"A Godsend to the farmers, they're going to be," pronounced Mr. Price at the dinner hour one day when the corn was still in cutting. The noise of the motor-tractors filled the country as if with the hum of a hundred giant locusts, while the sheaves fell in lines behind the cutter-and-binder. In one field the Germans were setting up the sheaves in fives.

"What we should do without those boys presently I don't know," declared Mr. Price from his end of the table. "I'm sure we ought all to be very grateful to them!"

"What? To them dirty Huns?" This exclamation burst from Vic as she sat heartily devouring suet-pudding at my side. "Grateful to them, Mr. Price?"

Indignation flushed the handsome, sunburnt, Cockney face that she turned upon our employer.

Mildly his blue eyes met her scandalized dark ones.

"Why not, Vic?" he asked.

"Why! I should think it's they who ought to be jolly well grateful to us," retorted Vic warmly, "for allowing 'em to be alive at all, once we got hold of 'em. After all they done!

"Huh!" she continued. "Why I can't pass the gang of 'em working in the fields there without thinking, 'Yes! There you are, my lads! It's cost us Lord knows how many of the best to take you, and there you are alive and jolly in the nice fresh air, working just as you've a mind to, having everybody as decent as pie to you. It's a woman they ought to have as Commandant, not a soft-hearted man!"

The gentle giant continued to look mildly across the table at this indignant one. I could see that he could not understand her outburst on this subject. Those four men in his field there—they were Huns, yes, but captured Huns. Fighting no longer against us. Working for us. No longer enemies of ours. They were helpless and in our hands, and we could not be hard upon them! This was how it appeared to him. And his whole, kindly, home-worshipping Welsh heart spoke in his simple answer to Vic's tirade.

"Poor boys," he said. "Far from their homes!"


> [What is needed]: Pull every line from the records that has the word "data" in it.
━━━━━━━━━━━━━━━━━━━━
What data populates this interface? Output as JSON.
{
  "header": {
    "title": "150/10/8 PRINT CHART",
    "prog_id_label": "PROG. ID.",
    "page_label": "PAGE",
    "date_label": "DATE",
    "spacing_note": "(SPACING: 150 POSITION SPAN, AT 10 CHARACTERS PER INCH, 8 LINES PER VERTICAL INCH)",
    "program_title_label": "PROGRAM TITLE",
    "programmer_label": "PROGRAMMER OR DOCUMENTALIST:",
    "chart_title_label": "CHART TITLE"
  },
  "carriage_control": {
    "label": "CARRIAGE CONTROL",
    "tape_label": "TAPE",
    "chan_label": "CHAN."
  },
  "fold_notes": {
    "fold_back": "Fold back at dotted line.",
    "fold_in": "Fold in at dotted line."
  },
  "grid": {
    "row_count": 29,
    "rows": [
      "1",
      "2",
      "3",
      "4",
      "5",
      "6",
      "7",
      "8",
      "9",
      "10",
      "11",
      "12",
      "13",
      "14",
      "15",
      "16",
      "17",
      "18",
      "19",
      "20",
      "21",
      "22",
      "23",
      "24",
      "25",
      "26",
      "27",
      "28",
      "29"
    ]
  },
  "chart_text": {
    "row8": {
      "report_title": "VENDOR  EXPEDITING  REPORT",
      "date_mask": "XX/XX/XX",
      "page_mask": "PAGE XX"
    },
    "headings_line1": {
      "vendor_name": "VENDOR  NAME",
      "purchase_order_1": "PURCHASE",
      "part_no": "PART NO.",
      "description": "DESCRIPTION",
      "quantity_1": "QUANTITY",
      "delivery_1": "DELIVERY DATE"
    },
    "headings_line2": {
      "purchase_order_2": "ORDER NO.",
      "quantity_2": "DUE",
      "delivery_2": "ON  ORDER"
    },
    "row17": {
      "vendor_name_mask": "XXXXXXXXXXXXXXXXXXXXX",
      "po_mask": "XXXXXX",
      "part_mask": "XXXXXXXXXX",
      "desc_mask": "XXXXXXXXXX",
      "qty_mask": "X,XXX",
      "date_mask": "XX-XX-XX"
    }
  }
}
━━━━━━━━━━━━━━━━━━━━
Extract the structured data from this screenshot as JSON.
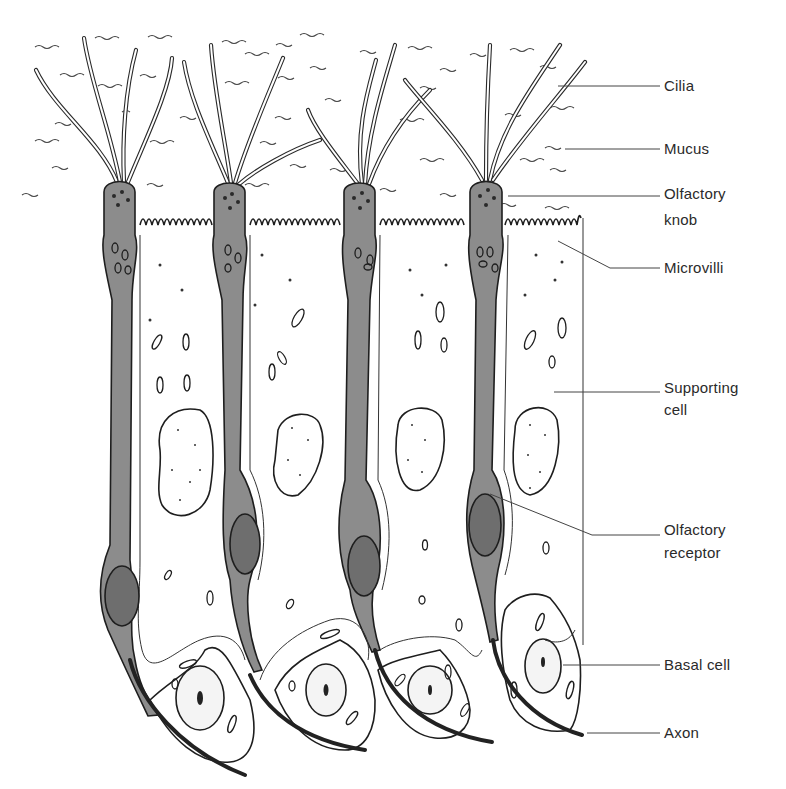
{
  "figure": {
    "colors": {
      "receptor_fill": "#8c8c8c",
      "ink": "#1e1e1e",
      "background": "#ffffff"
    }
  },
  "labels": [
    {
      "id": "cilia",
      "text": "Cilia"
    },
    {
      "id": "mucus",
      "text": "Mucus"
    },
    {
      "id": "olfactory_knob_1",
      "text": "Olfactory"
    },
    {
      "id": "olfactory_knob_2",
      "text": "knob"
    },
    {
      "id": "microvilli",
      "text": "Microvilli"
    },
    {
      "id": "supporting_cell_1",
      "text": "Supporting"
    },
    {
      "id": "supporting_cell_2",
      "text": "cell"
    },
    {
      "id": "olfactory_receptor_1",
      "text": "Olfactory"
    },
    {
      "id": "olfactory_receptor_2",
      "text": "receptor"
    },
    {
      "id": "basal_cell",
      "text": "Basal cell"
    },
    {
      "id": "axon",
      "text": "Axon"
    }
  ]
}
━━━━━━━━━━━━━━━━━━━━
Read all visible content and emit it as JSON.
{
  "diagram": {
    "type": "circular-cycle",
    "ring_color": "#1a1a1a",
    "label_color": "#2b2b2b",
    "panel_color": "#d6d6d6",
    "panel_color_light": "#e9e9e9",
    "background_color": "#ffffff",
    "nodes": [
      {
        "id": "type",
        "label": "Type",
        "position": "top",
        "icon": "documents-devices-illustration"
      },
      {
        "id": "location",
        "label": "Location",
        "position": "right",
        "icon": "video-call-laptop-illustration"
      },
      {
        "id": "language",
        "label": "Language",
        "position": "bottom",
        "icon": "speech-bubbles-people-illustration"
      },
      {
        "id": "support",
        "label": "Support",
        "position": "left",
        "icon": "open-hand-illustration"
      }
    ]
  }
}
━━━━━━━━━━━━━━━━━━━━
> [Task result]:
What data populates this interface? Output as JSON.
Extract the structured data from this screenshot as JSON.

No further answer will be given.